Fallen sea defences,
Defeated arcs of concrete and steel,
Dot the beach below.
A steel gabion lies smashed open, spilling it’s cargo of rocks onto the sand. At the cliff top, a rusted steel bar emerges from the chalk. It droops, supporting nothing but the wind. Spreading across the beach the grey, hard sponge of gault clay, full of finger marks and holes. Underfoot, the ground crunches and cracks as you walk through the tidal pools filled by thousands of empty shells. Furrows, periwinkles, mussels, limpets and cockles picked clean by tide and bird. Black lines of tooth wrack seaweed race along the rocky foreshore, waiting for the return of the sea.
At the waters edge stands a grey heron. It watches cautiously before unfolding long limb and wing to wobble into flight, skimming along the shore.
The tide is beginning to turn
The neat folds of water give way
To short waves, biting at the beach.
At the foot of the cliff the sand is littered with the huge chunks and boulders of cliff falls. They lie on the shore like parts of a broken chalk giant.
Here lies its great fist, thrust into the ground.

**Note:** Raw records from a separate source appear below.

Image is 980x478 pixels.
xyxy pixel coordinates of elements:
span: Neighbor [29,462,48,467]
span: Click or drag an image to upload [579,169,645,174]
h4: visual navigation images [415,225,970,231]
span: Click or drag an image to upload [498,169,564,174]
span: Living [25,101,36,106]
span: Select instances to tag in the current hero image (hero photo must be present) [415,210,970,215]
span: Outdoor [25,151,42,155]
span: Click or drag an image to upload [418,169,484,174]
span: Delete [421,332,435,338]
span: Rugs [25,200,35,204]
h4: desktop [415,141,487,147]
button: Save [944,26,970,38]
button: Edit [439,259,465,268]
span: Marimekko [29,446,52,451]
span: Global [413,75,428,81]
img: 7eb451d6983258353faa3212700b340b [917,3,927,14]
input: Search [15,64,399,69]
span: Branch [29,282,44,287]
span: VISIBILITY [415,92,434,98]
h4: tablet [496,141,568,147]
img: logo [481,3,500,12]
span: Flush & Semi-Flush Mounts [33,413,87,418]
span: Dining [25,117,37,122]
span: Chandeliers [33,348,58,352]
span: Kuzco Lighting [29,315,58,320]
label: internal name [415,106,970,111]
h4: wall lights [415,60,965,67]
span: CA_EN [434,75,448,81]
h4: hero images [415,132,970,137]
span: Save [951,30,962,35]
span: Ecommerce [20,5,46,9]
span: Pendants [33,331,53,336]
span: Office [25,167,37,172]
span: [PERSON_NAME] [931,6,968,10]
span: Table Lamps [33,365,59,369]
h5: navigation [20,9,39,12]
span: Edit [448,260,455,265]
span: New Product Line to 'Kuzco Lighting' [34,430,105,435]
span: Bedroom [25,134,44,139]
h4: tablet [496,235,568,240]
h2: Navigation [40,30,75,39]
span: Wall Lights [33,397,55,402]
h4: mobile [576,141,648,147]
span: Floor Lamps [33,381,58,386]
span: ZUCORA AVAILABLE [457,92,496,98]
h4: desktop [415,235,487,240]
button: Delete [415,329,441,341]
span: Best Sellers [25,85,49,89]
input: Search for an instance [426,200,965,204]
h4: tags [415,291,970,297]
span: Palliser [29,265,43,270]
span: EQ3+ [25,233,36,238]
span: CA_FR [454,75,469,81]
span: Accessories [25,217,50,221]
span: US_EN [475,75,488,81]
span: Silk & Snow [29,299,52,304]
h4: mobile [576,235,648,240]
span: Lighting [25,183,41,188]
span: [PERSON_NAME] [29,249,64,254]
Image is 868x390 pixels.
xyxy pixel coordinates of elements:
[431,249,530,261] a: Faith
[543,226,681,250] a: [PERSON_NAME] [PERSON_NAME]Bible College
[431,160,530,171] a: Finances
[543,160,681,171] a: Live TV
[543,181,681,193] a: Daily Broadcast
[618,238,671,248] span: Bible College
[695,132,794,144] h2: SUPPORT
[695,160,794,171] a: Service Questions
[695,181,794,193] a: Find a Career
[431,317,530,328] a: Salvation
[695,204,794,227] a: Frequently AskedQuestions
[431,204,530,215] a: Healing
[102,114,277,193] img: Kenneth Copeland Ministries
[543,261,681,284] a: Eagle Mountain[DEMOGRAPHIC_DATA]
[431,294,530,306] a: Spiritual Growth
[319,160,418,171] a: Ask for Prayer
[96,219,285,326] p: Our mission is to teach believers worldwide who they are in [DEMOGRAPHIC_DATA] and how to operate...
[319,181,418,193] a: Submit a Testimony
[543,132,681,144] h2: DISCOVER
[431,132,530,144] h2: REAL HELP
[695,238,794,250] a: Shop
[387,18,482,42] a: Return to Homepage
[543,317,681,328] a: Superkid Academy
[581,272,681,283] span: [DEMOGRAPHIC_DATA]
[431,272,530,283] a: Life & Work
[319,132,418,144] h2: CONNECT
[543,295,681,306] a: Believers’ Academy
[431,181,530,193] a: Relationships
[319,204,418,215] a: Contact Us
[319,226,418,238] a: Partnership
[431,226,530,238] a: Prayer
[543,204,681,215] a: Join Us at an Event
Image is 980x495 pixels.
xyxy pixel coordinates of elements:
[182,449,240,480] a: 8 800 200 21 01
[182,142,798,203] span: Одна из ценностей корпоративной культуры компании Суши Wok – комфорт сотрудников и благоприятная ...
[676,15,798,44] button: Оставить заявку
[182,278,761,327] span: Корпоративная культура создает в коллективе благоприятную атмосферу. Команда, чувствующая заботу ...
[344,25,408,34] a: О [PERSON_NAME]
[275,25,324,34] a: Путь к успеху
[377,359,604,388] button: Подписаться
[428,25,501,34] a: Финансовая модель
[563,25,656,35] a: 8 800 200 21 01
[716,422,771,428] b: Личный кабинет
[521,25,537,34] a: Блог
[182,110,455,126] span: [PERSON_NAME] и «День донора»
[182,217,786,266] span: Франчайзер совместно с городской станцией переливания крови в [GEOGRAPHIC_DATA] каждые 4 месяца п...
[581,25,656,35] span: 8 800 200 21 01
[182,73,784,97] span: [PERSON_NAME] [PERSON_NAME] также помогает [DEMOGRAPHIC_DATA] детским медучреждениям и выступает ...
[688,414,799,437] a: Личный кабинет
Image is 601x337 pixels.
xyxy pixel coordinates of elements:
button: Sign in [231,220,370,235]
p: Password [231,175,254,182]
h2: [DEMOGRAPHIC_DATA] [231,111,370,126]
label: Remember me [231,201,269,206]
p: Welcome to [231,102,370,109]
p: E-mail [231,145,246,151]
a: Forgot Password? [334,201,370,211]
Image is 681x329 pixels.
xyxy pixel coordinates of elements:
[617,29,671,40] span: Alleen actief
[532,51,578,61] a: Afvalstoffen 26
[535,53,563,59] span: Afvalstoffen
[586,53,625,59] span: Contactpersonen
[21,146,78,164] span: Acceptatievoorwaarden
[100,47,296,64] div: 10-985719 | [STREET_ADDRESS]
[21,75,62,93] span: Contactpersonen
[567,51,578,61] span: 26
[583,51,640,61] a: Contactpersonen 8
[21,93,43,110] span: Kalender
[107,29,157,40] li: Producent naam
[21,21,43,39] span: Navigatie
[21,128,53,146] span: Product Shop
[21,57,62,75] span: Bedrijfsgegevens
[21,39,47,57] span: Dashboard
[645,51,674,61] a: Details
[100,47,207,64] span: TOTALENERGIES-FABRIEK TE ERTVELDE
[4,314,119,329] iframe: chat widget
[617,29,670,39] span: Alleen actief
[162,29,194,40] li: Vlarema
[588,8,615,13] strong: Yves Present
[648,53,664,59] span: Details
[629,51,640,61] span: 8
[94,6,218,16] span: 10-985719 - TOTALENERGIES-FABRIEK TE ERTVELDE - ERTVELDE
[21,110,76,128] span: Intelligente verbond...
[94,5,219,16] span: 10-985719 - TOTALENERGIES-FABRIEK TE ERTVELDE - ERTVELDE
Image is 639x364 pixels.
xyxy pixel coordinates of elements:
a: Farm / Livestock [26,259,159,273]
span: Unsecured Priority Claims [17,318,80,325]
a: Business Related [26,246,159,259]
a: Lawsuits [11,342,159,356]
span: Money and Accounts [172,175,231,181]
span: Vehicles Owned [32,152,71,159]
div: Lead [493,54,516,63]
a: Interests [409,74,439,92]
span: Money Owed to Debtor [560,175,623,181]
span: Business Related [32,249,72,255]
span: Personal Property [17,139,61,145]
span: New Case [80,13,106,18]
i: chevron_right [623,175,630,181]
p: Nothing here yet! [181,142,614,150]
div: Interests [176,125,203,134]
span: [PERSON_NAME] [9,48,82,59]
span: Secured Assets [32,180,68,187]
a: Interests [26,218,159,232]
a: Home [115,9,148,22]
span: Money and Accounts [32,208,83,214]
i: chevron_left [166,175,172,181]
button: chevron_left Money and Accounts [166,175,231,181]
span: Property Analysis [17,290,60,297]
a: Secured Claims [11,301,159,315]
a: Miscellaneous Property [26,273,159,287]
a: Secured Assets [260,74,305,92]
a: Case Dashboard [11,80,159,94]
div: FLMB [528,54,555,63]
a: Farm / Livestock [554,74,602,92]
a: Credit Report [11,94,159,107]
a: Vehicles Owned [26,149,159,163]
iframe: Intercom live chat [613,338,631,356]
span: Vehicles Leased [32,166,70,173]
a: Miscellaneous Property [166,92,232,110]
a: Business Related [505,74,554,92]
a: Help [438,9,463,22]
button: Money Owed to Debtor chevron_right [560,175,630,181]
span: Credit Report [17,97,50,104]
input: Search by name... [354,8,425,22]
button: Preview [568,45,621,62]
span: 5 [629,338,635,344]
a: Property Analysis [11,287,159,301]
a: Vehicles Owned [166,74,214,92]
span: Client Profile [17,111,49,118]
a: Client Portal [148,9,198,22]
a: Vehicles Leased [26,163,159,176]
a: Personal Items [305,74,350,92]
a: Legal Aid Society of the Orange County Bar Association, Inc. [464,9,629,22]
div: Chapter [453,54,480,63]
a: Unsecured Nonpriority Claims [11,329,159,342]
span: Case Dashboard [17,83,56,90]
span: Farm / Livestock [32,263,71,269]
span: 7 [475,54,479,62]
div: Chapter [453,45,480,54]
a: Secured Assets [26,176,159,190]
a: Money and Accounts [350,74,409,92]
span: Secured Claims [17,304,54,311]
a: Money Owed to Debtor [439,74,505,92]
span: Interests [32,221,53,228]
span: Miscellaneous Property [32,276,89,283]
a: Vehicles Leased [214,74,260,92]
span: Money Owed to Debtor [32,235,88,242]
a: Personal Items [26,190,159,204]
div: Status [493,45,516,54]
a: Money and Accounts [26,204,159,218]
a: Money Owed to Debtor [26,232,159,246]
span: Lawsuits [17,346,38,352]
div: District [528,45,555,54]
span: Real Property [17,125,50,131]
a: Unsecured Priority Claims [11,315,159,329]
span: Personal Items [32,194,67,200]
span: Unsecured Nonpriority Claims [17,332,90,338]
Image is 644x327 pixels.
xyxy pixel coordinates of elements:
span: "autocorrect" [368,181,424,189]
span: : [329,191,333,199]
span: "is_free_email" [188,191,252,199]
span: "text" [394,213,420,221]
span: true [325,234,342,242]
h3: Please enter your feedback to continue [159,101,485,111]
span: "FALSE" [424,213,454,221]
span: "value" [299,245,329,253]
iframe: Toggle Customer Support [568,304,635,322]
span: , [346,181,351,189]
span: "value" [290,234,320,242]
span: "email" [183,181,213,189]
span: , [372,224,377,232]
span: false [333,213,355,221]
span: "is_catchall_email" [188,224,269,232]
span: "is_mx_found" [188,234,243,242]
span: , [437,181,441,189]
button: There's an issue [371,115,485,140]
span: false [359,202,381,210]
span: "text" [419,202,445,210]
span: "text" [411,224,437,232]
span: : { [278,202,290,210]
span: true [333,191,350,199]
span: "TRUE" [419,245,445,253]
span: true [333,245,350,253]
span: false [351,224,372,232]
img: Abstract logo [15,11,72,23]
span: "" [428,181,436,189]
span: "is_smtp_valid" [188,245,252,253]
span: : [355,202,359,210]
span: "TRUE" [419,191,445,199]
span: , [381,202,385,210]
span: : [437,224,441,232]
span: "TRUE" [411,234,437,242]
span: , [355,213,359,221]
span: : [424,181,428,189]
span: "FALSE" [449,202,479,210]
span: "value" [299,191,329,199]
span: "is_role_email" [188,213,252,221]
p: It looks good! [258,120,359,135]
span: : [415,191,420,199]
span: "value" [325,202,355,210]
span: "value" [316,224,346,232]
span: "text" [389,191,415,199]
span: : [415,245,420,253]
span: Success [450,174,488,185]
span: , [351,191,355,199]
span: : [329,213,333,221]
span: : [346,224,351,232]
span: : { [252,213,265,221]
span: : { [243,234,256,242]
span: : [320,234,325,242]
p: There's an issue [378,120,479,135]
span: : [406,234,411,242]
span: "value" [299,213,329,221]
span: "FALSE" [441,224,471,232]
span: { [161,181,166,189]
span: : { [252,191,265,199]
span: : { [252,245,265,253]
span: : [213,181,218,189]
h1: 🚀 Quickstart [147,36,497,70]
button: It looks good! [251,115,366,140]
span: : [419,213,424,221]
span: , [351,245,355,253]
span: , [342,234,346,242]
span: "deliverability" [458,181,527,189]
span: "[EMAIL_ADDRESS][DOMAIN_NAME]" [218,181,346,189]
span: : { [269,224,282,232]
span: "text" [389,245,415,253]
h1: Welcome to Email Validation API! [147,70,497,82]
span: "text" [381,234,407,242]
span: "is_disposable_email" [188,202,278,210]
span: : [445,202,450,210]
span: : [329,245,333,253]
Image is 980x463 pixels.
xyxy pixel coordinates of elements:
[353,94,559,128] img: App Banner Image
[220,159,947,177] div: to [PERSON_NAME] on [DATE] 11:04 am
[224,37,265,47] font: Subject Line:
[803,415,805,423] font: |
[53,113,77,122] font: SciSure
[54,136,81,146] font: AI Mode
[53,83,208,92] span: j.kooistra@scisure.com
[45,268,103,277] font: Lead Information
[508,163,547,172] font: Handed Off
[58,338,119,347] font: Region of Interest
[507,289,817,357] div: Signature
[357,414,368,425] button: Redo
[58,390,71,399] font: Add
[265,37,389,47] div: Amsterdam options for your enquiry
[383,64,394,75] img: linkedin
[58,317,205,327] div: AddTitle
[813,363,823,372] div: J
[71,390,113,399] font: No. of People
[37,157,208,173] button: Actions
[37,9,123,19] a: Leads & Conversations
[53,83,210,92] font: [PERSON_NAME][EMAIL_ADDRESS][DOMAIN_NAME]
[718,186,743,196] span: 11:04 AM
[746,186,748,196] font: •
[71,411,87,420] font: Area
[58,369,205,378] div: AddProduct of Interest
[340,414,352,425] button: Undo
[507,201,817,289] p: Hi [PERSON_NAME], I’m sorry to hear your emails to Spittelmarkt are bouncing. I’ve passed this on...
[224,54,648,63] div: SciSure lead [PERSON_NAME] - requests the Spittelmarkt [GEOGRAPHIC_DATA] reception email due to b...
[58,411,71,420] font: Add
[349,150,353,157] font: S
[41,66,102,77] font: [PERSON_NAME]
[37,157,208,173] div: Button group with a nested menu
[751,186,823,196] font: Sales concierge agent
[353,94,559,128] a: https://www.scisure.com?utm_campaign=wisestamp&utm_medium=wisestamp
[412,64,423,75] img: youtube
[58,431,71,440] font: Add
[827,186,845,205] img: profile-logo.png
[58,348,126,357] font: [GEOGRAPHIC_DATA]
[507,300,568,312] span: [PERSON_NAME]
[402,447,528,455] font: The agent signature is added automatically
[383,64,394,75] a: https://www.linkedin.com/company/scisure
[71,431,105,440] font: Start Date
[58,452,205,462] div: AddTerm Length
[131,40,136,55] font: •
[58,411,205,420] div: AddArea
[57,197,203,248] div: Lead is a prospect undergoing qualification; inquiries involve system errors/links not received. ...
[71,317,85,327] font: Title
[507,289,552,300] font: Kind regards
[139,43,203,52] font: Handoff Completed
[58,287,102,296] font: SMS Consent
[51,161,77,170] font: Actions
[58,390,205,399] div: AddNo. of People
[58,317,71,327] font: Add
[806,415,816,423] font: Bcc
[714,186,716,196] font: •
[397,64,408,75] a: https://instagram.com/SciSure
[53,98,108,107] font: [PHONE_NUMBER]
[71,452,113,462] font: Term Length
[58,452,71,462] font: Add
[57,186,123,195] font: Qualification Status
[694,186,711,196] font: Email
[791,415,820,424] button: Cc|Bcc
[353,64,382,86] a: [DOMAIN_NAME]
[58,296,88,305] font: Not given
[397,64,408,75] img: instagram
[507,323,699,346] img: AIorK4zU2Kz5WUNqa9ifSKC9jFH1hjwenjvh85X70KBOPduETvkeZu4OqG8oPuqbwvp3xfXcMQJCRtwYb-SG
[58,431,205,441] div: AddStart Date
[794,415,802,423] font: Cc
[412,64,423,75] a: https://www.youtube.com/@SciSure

Here lies a giant finger and toe
Here lies it’s great head, chin thrust accusingly skyward
Looking to see who toppled it from cliff’s edge.
To the east, rolled out in fresh white chalk the Seven Sisters cliffs. At the head, Belle Tout lighthouse stands, an exclamation mark measuring its own height above the waves. The moon is rising above the low red clouds as they brush and skim along the crests of the waves.